Robert Oxnam :: The term "feudal era" has often been used to describe the Japanese medieval period. Historians have been fascinated by the similarities, and by the differences, between Japanese and European feudalism.

H. Paul Varley :: When Japan entered the modern age and learned about Western history and Western historians began to study Japan, people were struck by the fact of what appeared to be great parallels between this kind of feudalism in Europe and in Japan. And as the comparative study developed, people went so far as to say that the kind of feudalism that we are talking about existed in only two places, at two times, in world history, and that was Europe, western Europe, during its medieval period, and Japan during its medieval period.

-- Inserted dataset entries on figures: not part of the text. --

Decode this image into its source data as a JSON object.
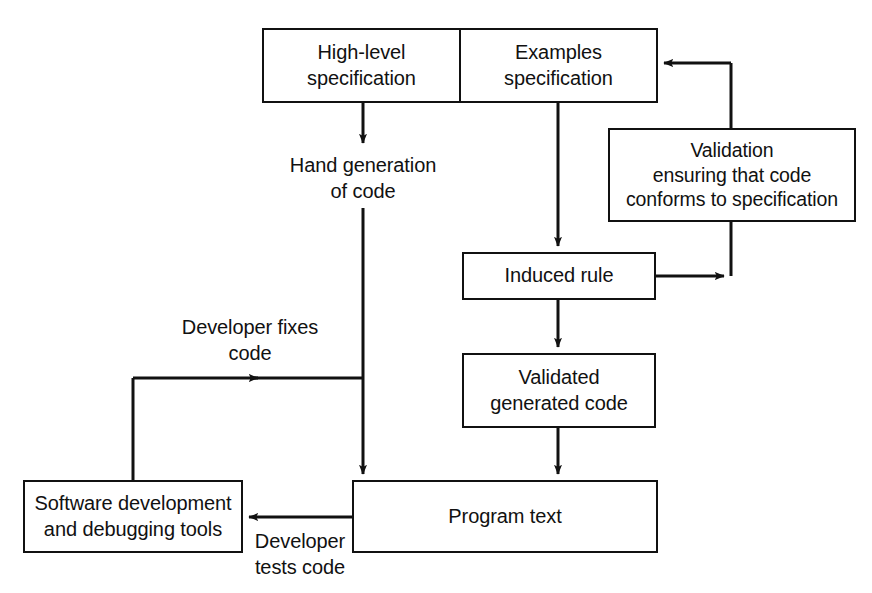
{
  "diagram": {
    "stroke_color": "#111111",
    "background": "#ffffff",
    "nodes": [
      {
        "id": "high-level-specification",
        "label": "High-level\nspecification",
        "x": 262,
        "y": 28,
        "w": 201,
        "h": 75
      },
      {
        "id": "examples-specification",
        "label": "Examples\nspecification",
        "x": 463,
        "y": 28,
        "w": 195,
        "h": 75
      },
      {
        "id": "validation",
        "label": "Validation\nensuring that code\nconforms to specification",
        "x": 608,
        "y": 128,
        "w": 248,
        "h": 94
      },
      {
        "id": "induced-rule",
        "label": "Induced rule",
        "x": 462,
        "y": 252,
        "w": 194,
        "h": 48
      },
      {
        "id": "validated-generated-code",
        "label": "Validated\ngenerated code",
        "x": 462,
        "y": 353,
        "w": 194,
        "h": 75
      },
      {
        "id": "program-text",
        "label": "Program text",
        "x": 352,
        "y": 480,
        "w": 306,
        "h": 73
      },
      {
        "id": "software-development-and-debugging-tools",
        "label": "Software development\nand debugging tools",
        "x": 23,
        "y": 480,
        "w": 220,
        "h": 73
      }
    ],
    "edge_labels": [
      {
        "id": "hand-generation-of-code",
        "label": "Hand generation\nof code",
        "x": 265,
        "y": 152,
        "w": 196
      },
      {
        "id": "developer-fixes-code",
        "label": "Developer fixes\ncode",
        "x": 152,
        "y": 314,
        "w": 196
      },
      {
        "id": "developer-tests-code",
        "label": "Developer\ntests code",
        "x": 248,
        "y": 528,
        "w": 104
      }
    ],
    "edges": [
      {
        "id": "high-level-spec-to-hand-generation",
        "from": "high-level-specification",
        "to": "hand-generation-of-code",
        "arrow": true
      },
      {
        "id": "hand-generation-to-program-text",
        "from": "hand-generation-of-code",
        "to": "program-text",
        "arrow": true
      },
      {
        "id": "examples-spec-to-induced-rule",
        "from": "examples-specification",
        "to": "induced-rule",
        "arrow": true
      },
      {
        "id": "induced-rule-to-validation",
        "from": "induced-rule",
        "to": "validation",
        "arrow": true
      },
      {
        "id": "validation-to-examples-spec",
        "from": "validation",
        "to": "examples-specification",
        "arrow": true
      },
      {
        "id": "induced-rule-to-validated-generated-code",
        "from": "induced-rule",
        "to": "validated-generated-code",
        "arrow": true
      },
      {
        "id": "validated-generated-code-to-program-text",
        "from": "validated-generated-code",
        "to": "program-text",
        "arrow": true
      },
      {
        "id": "program-text-to-software-tools",
        "from": "program-text",
        "to": "software-development-and-debugging-tools",
        "arrow": true
      },
      {
        "id": "software-tools-to-program-text-feedback",
        "from": "software-development-and-debugging-tools",
        "to": "program-text",
        "arrow": true
      }
    ]
  }
}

The problem however with this is that Western feudalism was taken as the model and people looked at Japanese history and sought to find things that were comparable to the Western model. And that brought about, inevitably, a certain distortion of the Japanese case. Japan was made to fit the Western model. And in recent years both Japanese historians, and perhaps particularly Western historians, have begun to rebel against the whole business of comparative feudalism with the particular desire, Western historians of Japan particularly, a particular desire to see and understand Japan on its own terms. That having been said, there still are remarkable similarities.

Now, stated in simple terms, what we mean by this kind of feudalism is, we have the premise of a society that is overwhelmingly agricultural; there's very little commercial development. Most of the people are peasants, they're serfs tied to the land, and you have a ruling military or warrior class. And the two most critical elements in that warrior class are the lord-vassal relationship and the fiefholding.